Actionable geopolitical insight.

Geopolitical Operating System

China’s National Transportation Logistics Project

Beijing is investing to develop a ubiquitous information network. Such a network would fuse the physical and the virtual and seek control over both. This might seem a distant ambitions or an amorphous attempt at strategic theory. But it is already taking form, and with serious consequences for the international balance of power, both economic and geopolitical, and international freedom. Look, for example, at Beijing’s National Transportation Logistics Platform (LOGINK).

LOGINK is an international platform for logistics interconnection and communication. It illustrates China’s emergent platform geopolitics. As Beijing invests in international transportation infrastructures, it also integrates them into a government-controlled logistics information system. LOGINK aggregates and connects the otherwise fragmented information systems and data streams that define modern transportation and logistics. It does so horizontally across transportation sectors and vertically along industrial chains. LOGINK collects and disseminates ratings data (e.g., on individuals, vehicles, and companies, shaped by the Chinese social credit system); tracking data (e.g., on vehicles, cargo, customs clearance); resource data (e.g., price indices, route planning, supply chains); and so-called “comprehensive data” (e.g., on policies and regulations, standards, operations of companies, infrastructures, and software). LOGINK receives those data from Beijing’s government monitoring systems and State champions, as well as from foreign companies, infrastructures, and information systems to which it connects. LOGINK provides its data and the services built on them, selectively, to its connected company, government, multilateral, regulatory, and infrastructure users across the industrial chain.

 Unlike its competitors, or analogous information platforms in other sectors, LOGINK is controlled by China’s Ministry of Transport. The Chinese Communist Party promotes LOGINK as an international standard for logistics interconnection.

LOGINK has integrated into South Korea and Japan’s port information systems. It also has a partnership with the International Port Community Systems Association (IPCSA)—an industry group that spans every continent and includes operators and authorities from seven of the top 35 non-Chinese ports in the world. LOGINK also has bilateral relationships with major global ports, including Klang, Rotterdam, Antwerp, Hamburg, Bremen, Barcelona, and Abu Dhabi, among others. Including Chinese ports, LOGINK is active in at least 14 of the world’s 20 largest ports. LOGINK’s information network and standards are also exported—in ecommerce and transportation logistics—by global Chinese commercial giants, including Alibaba and Baidu.
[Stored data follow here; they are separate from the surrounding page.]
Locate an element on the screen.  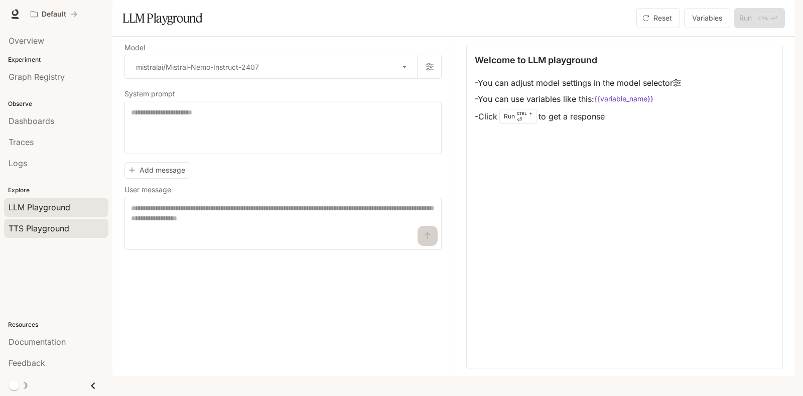
div: mistralai/Mistral-Nemo-Instruct-2407 is located at coordinates (271, 67).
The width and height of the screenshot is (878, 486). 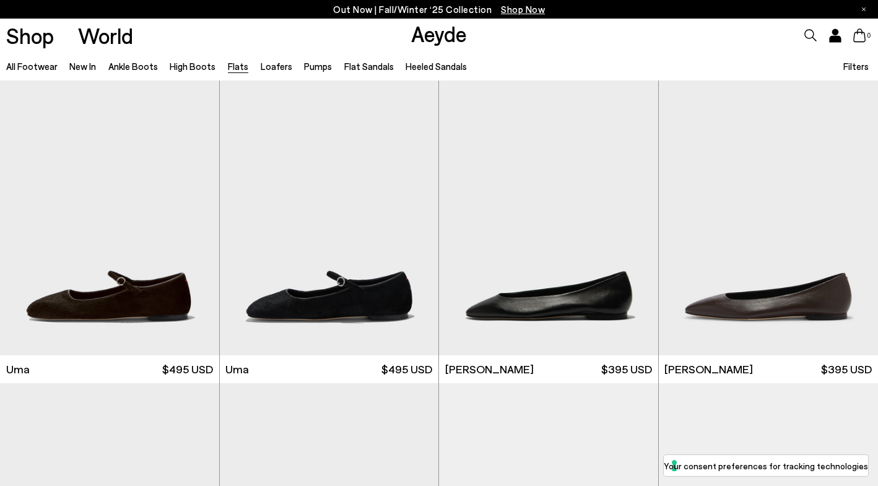 What do you see at coordinates (133, 66) in the screenshot?
I see `a: Ankle Boots` at bounding box center [133, 66].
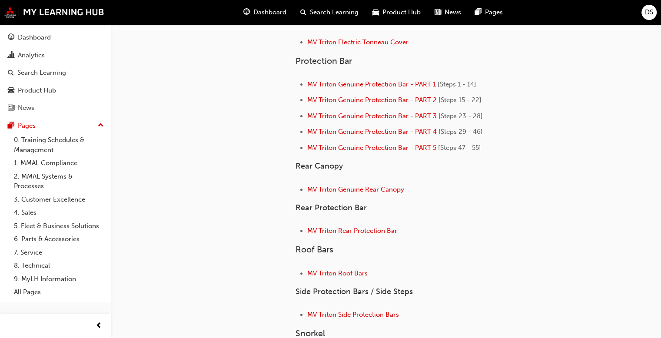 The height and width of the screenshot is (338, 661). What do you see at coordinates (357, 42) in the screenshot?
I see `span: MV Triton Electric Tonneau Cover` at bounding box center [357, 42].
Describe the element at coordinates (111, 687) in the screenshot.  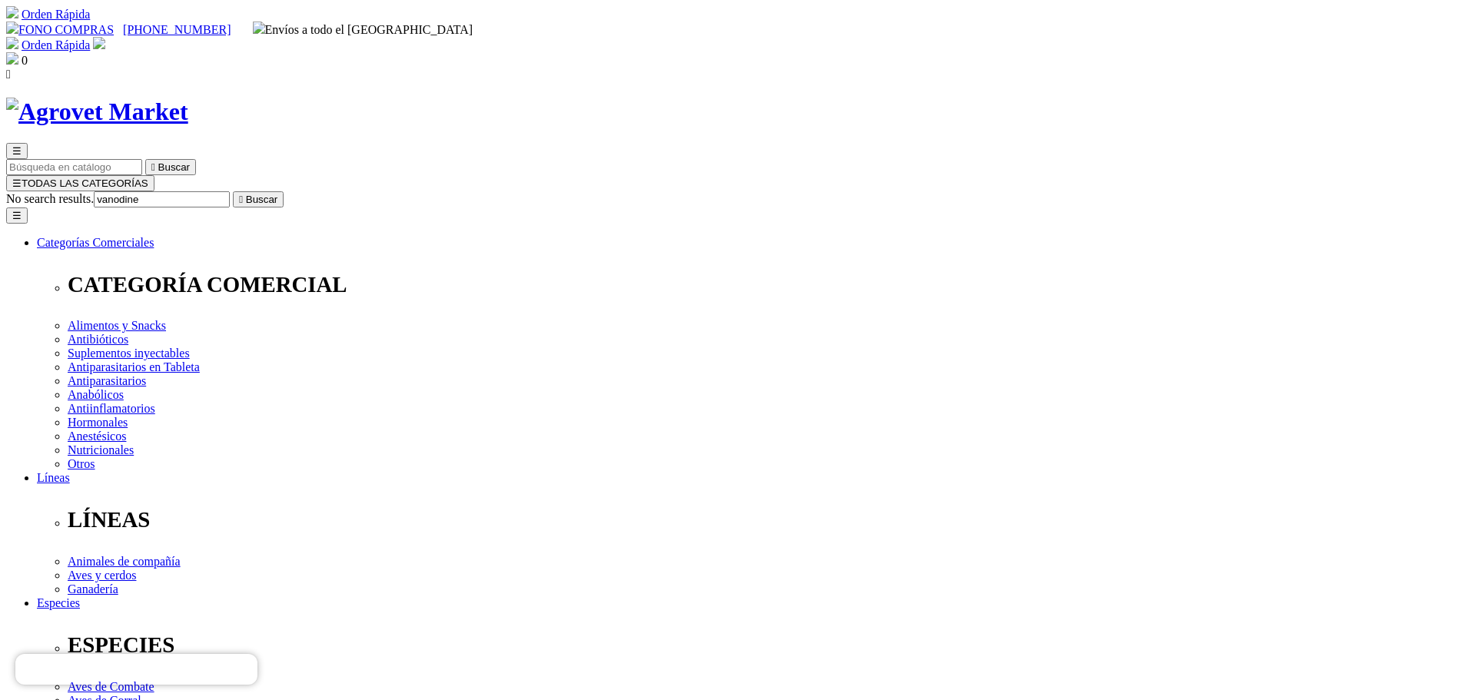
I see `span: Aves de Combate` at that location.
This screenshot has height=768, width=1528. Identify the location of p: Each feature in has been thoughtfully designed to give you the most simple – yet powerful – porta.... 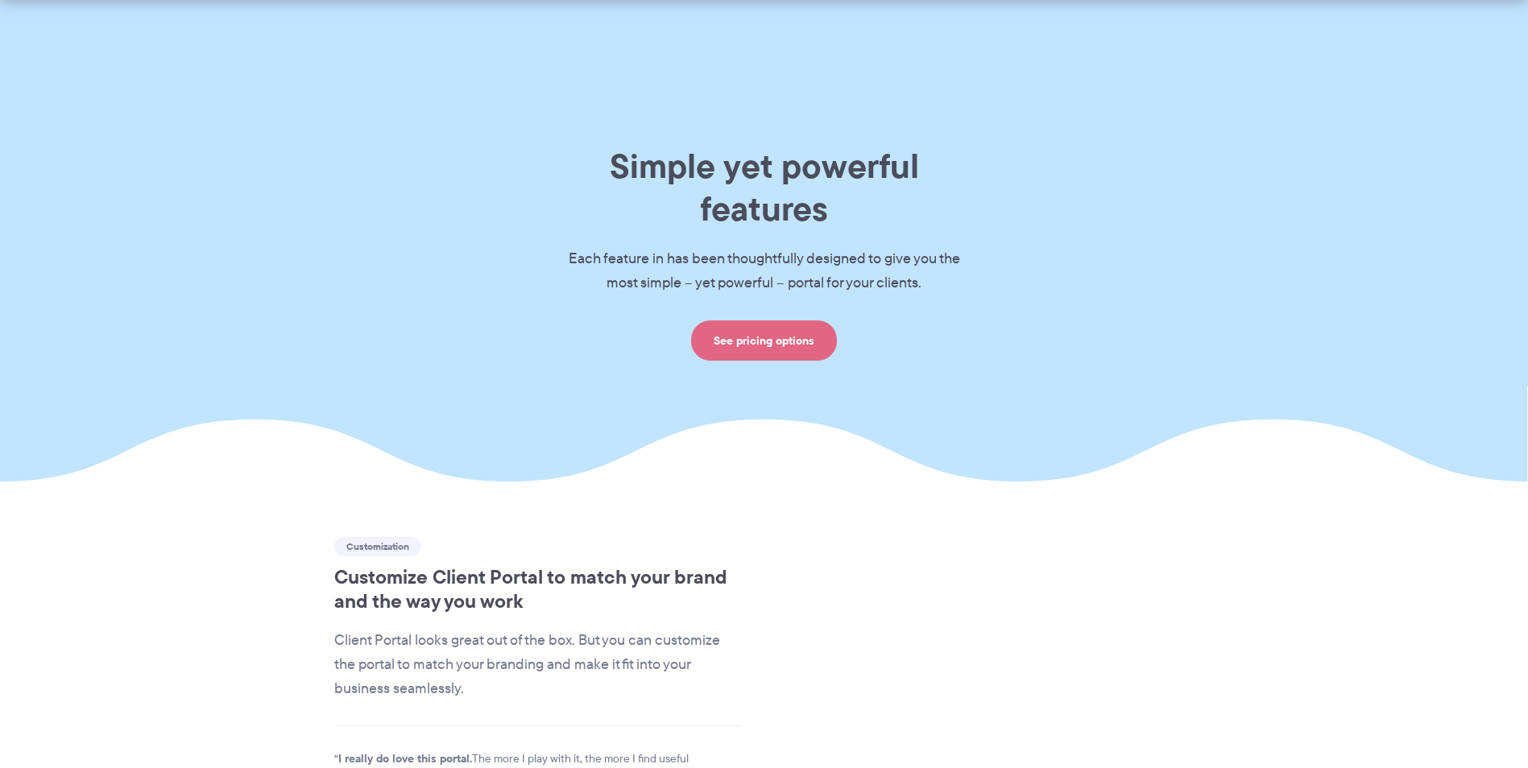
(764, 271).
To underscore: LOGINK is a Chinese Ministry of Transport–devised information platform. It is already international. And it is on the verge of gaining traction as an international standard in a critical domain. This platform reveals overlooked realities about the Chinese Communist Party’s approach to power projection – and the resultant threat posed to US modes of power projection and the security of the global commons.